Did these pay-for-performance initiatives fail because of poor planning and execution? Or did they fail because the concept of linking pay to performance is flawed?

A 2009 article in FCW that assessed the initiatives’ failure, stated: “One of the most common complaints from employees is that their job objectives are too broadly defined to be measured in a meaningful way, which gives managers a lot of subjective latitude when it comes to rating performance … The result is that many employees feel as though there is little connection between their performance on the job and the assessments they receive.”

This seems to imply poor planning and execution may have been the underlying cause for the failure – it wasn’t the concept of pay-for-performance but the inability of managers and employees to clearly define the work and expectations. This circles back to GAO’s high risk designation and its admonition that agencies need to create results-oriented cultures.

Lessons for Remote Work Today 

While there are few efforts in the federal government to pursue pay-for-performance, the lessons of its implementation challenges are relevant today. Defining an employee’s work more concretely suddenly becomes important because a majority of the federal workforce is working from home as a result of the coronavirus pandemic. Best practices for effective distance work arrangements typically emphasize: “Clearly communicate which job positions are eligible for telework and which functions within each job position are suitable for off-site work.”

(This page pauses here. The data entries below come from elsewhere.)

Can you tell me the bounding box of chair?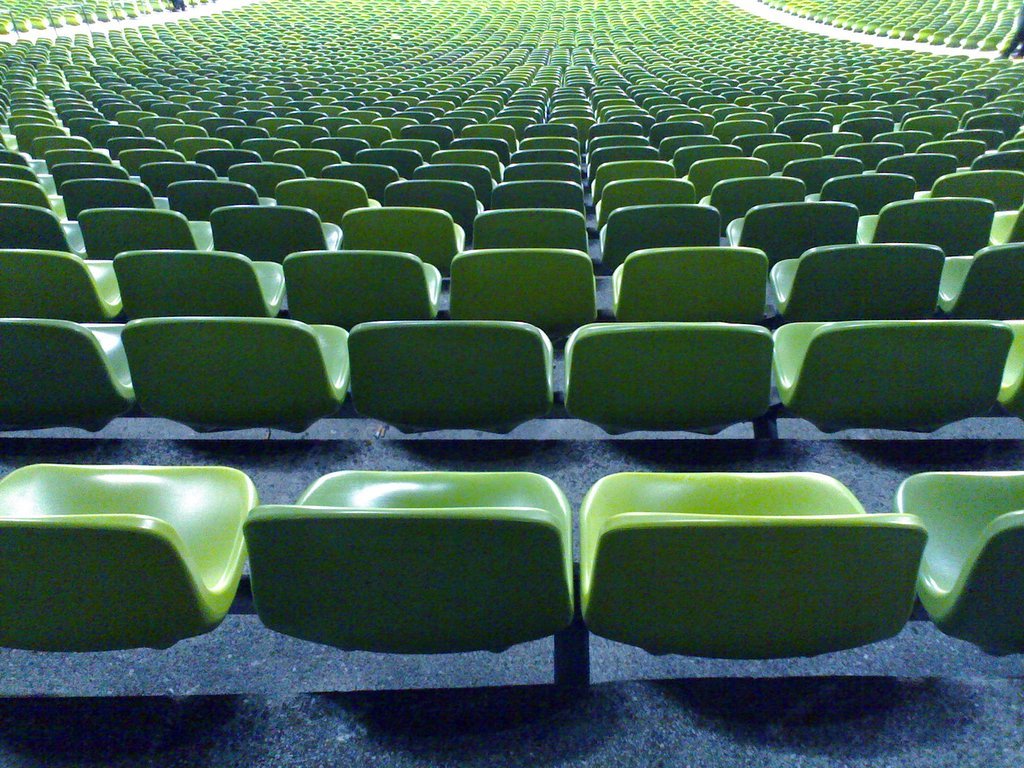
bbox(272, 177, 373, 222).
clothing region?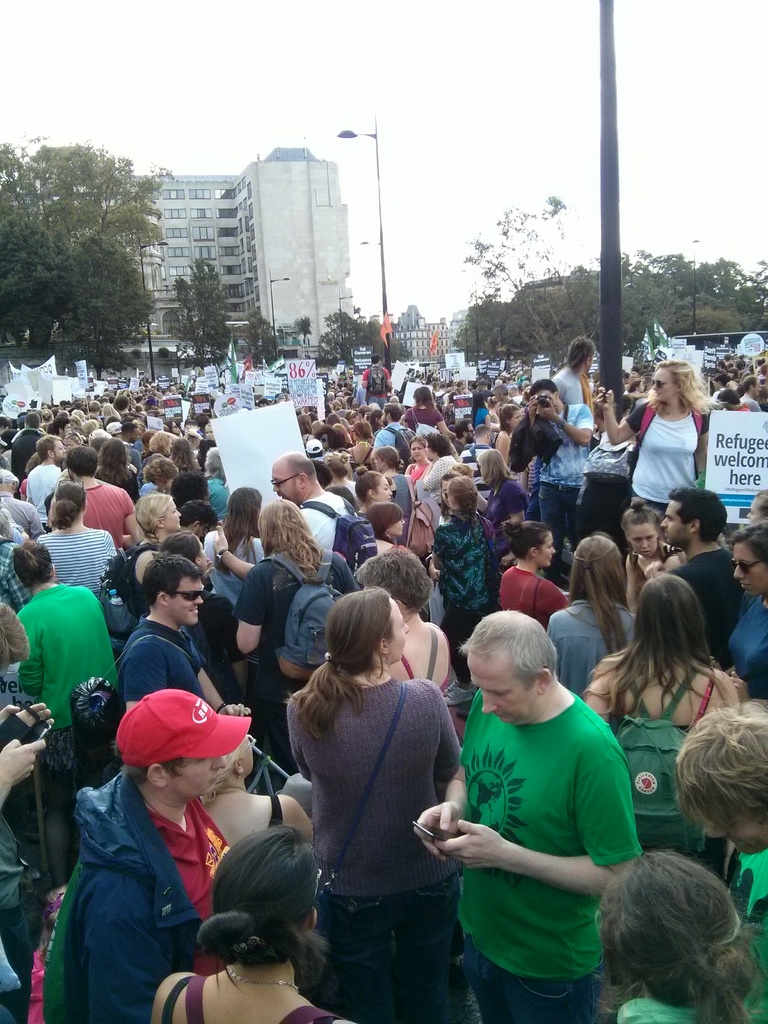
<box>717,603,767,703</box>
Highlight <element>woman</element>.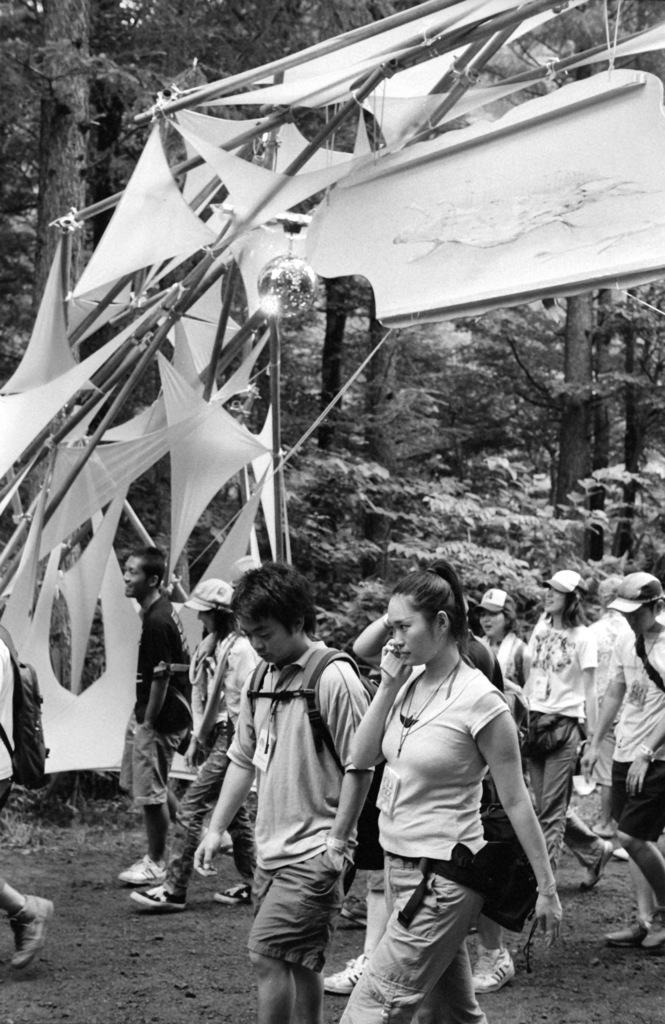
Highlighted region: 309/557/542/994.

Whether it is distance work or working in a traditional office, if job objectives are vague, how will managers be able to assess the performance of their employees? And how will employees know what is expected of them? The bottom line seems to be less about empowering managers via a pay-for-performance system than it is empowering front line workers to do their jobs, by being clear about what is expected, being given the tools to do their jobs, and help them develop the skills to be successful.

Interestingly, some agencies where productivity can be measured, such as work of Veteran Benefits Administration and Social Security claims examiners, productivity seems to have increased as employees moved to telework during the pandemic.

This post is part of a series developed by the IBM Center for The Business of Government that reflects on lessons from past government reform efforts. Listen to the podcast discussion here.